Do they randomly assign black kids to white families and white kids to black families?
Look, as a policy matter I believe we aren't giving enough consideration to the fact that religion is a vital part of people's identity and it's a real shame that we can't recognize that the message sent by allowing a tiny minority of bakers to have rules is very different than that sent in areas where the defacto rule is to discriminate. However, for all that is my policy view the legal arguments here seem crazy bad (different numbering).
1) The fact that the city apparently criticized the belief that it was ok to discriminate against gay people is somehow suggested to be legal grounds to rule against the city even under Smith (neutrally applicable principles are fine even if they restrict religion). What the hell. I mean surely he must realize that the *reason* we enact neutrally applicable principles against things is because we think they are bad. It's just nuts to suggest that it's somehow deep religious animus for people to give the reasons they think a rule is important when someone wants to violate it. I mean what activity wouldn't be subject to enhanced scrutiny on this view. You want to have sex with underage people or hunt endangered animals etc.. and you mention this to legislators they'll no doubt react with all the reasons they think those things should be illegal in the first place whether you claim a religious motivation or not. It's just absurd to say that government agents can't articulate the positive (non-targeted) values their constituents wish them to apply without somehow engaging in religious animus.

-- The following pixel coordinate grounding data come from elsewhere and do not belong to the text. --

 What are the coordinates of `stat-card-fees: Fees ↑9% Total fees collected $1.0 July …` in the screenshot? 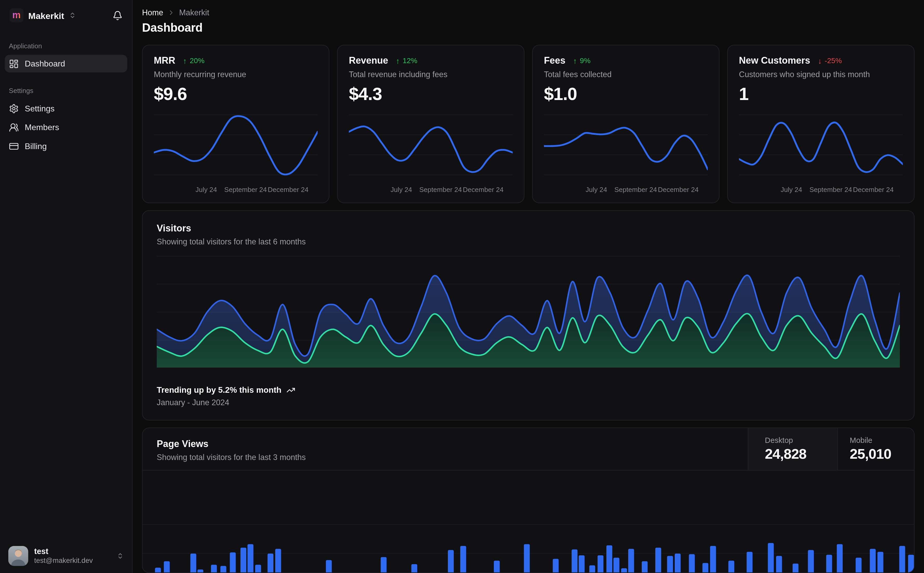 It's located at (626, 124).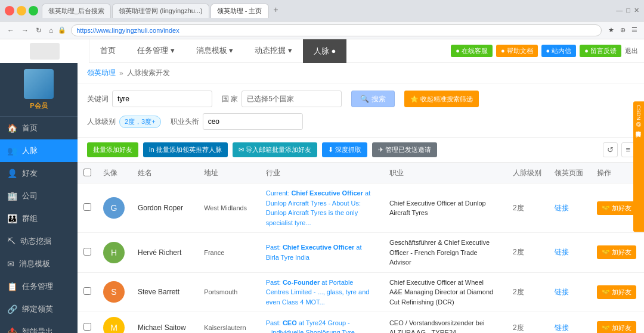  Describe the element at coordinates (611, 150) in the screenshot. I see `refresh-table-button: ↺` at that location.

But this is the less important of the argument.
2) The bigger claim is that somehow the fact that the city has the power to waive anti-discrimination requirements is proof that not waving them constitutes unconstitutional religious discrimination. HUH? The whole idea of granting agencies discretion is that we want them to weigh certain values in exercising it, values which are usually transmitted through the political process not explicit legislation.
Consider the Smith case itself where native americans wished to use federally illegal hallucinogens in their ceremonies. I support their right to do so from a policy POV but surely the fact that the DEA can grant narrow exceptions to drug laws, e.g., to do scientific research, can't give the use by the native american church constitutionally protected.

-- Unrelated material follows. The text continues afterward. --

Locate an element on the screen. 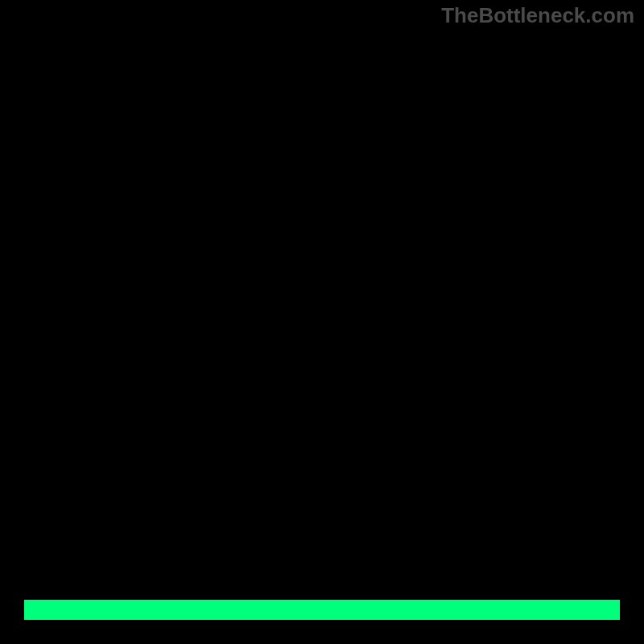 Image resolution: width=644 pixels, height=644 pixels. watermark-text: TheBottleneck.com is located at coordinates (538, 16).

I mean the idea behind those exceptions (whether or not legally restricted to them) is (in part) that sometimes studying drugs will help the country better cure, council and warn people away from them (and maybe that in other contexts the, imo stupid, reasons we have for wanting to outlaw drugs don't even plausibly apply) but surely when the religious activity is the very thing that the regulator foolishly is tasked with stopping the fact that they have broad power to grant exceptions doesn't change the fact that they aren't going after the religion with special animus …indeed, if anything, they are much more positively disposed to it than similar non-religious use of psychedelics.
In other words this argument is less a coherent call for religious liberty and more of a broadside against the idea of articulating (via politics) broad values messages and leaving individual administrative agencies substantial power to figure out when policies advance those goals. Indeed, if you really took this argument seriously and applied the same level of scrutiny here to every crazy religious view in the world you would either end up with complete gridlock or you would tear the whole idea of judicial restraint down as judges inject themselves into every last corner of government operation and pick and choose policy winners and losers in the guise of religious freedom clauses.
3) I'll mostly ignore the policy claims but I will add that it's an important part of anti-discrimination laws to send a dignity message and a statement of values not just their direct operative effect. I think people often over value these but it's surely not grounds to say therefore they are just being fuckers and have no real government interest.